Is Montana better for buyers or renters right now?

Montana can work for both buyers and renters, but the cleaner path usually depends on the target metro and on whether ownership costs still make sense after taxes are included. Montana usually rewards movers who separate the question of entering the state from the question of buying immediately in the most competitive city, especially when Bozeman and Billings sit far apart on the same state map.

  • Montana buyers should model purchase price, property tax, insurance, and city-level pressure together.
  • Montana renters should compare median rent with the ownership ceiling in the target metro.
  • Montana housing choices should be screened at city level before a final move is made.

Which parts of Montana look strongest for value?

Billings usually represents the strongest value-oriented path in the current Montana city set, while Bozeman shows where housing can separate most sharply from the statewide baseline. Montana value should therefore be defined by city fit and total ownership logic rather than by the assumption that every metro behaves the same way.

  • Billings is the lowest-priced major city path in the current Montana dataset.
  • Bozeman is the highest-priced major city path in the current Montana dataset.
  • Montana value should be judged through city-level tradeoffs, not statewide branding alone.
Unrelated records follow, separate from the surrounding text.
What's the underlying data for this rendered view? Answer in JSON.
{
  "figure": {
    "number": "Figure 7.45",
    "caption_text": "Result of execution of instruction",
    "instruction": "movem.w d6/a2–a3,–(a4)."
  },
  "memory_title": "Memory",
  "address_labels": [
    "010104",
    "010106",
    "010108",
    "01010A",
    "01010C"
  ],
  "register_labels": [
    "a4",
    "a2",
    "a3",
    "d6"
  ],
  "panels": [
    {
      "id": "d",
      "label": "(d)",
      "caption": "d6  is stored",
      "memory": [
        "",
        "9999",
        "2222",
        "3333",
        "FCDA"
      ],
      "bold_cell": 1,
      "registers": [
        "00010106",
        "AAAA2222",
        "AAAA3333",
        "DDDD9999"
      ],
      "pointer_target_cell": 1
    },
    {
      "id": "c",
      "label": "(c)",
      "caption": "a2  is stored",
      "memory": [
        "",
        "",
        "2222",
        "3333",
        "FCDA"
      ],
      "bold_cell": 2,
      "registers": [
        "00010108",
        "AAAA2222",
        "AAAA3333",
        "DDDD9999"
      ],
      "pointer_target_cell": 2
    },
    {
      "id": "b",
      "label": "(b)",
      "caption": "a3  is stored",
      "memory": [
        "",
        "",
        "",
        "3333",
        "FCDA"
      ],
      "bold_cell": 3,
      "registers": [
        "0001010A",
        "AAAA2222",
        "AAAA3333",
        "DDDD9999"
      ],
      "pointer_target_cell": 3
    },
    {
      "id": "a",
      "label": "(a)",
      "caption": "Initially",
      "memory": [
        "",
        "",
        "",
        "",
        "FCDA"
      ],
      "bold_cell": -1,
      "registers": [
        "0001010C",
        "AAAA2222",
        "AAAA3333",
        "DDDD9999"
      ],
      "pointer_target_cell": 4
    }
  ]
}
Who should be more careful before buying in Montana?

Montana deserves more caution from buyers who are already close to the top of their budget or who are assuming the statewide median reflects the target neighborhood accurately. Montana also deserves more caution when the move depends on one expensive metro and recurring ownership costs are still unclear, particularly if property tax, insurance, or consumer-tax pressure are likely to narrow the housing advantage after the move.
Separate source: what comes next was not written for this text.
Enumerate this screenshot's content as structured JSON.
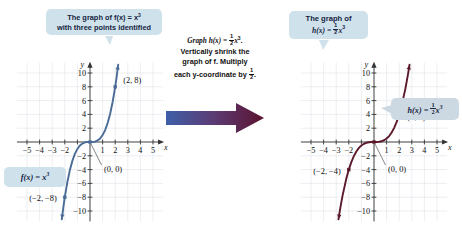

  • Montana requires more caution for buyers targeting the premium end of the market.
  • Montana requires more caution when recurring ownership costs are not modeled early.
  • Montana requires more caution when city-level spread is ignored.

Key takeaways

  • Montana housing decisions should combine statewide numbers with metro-level pricing gaps.
  • Montana can still work well, but the target city usually decides whether buying still makes sense.
  • The smartest Montana housing decision compares value, taxes, and recurring ownership costs together.
Sources & Methodology

How to read Montana responsibly

Page provenance

  • Published: 2026-04-04
  • Last reviewed: 2026-04-04
  • Data last refreshed: 2026-04-04
  • Author: Living in USA Today Editorial Team
  • Reviewer: Living in USA Today Editorial Team

Methodology

This state guide for Montana is built from the structured relocation dataset used by the build pipeline. State pages help narrow the move at statewide level before city, neighborhood, employer, and agency-level checks.

Coverage and limits

Statewide coverage for Montana is intended to narrow the shortlist. Taxes, housing, school fit, and legal rules can still vary by city, county, district, and effective date.

Source status

Official source URLs render when they are present in the shared registry or page metadata. High-volatility claims should keep gaining direct agency or dataset coverage during audit passes.

Verify before acting

  • Confirm city and county tax differences before modeling take-home pay or ownership cost.
  • Re-check effective dates for tax, insurance, and housing-sensitive claims before acting.
  • Open the matching city guide before treating statewide averages as your final move answer.

Primary sources

FAQ

Is Montana affordable for homebuyers?

Montana can be affordable for homebuyers when the move stays closer to value-oriented city paths like Billings instead of assuming every metro behaves like Bozeman.

What matters more in the Montana housing market, the state average or the city?

The city matters more in the Montana housing market because the spread between Billings and Bozeman usually tells movers more than the statewide median alone.

Should a mover rent first in Montana?

Renting first in Montana often makes sense when the target metro is still uncertain or when recurring ownership costs in places like Bozeman have not been modeled clearly yet.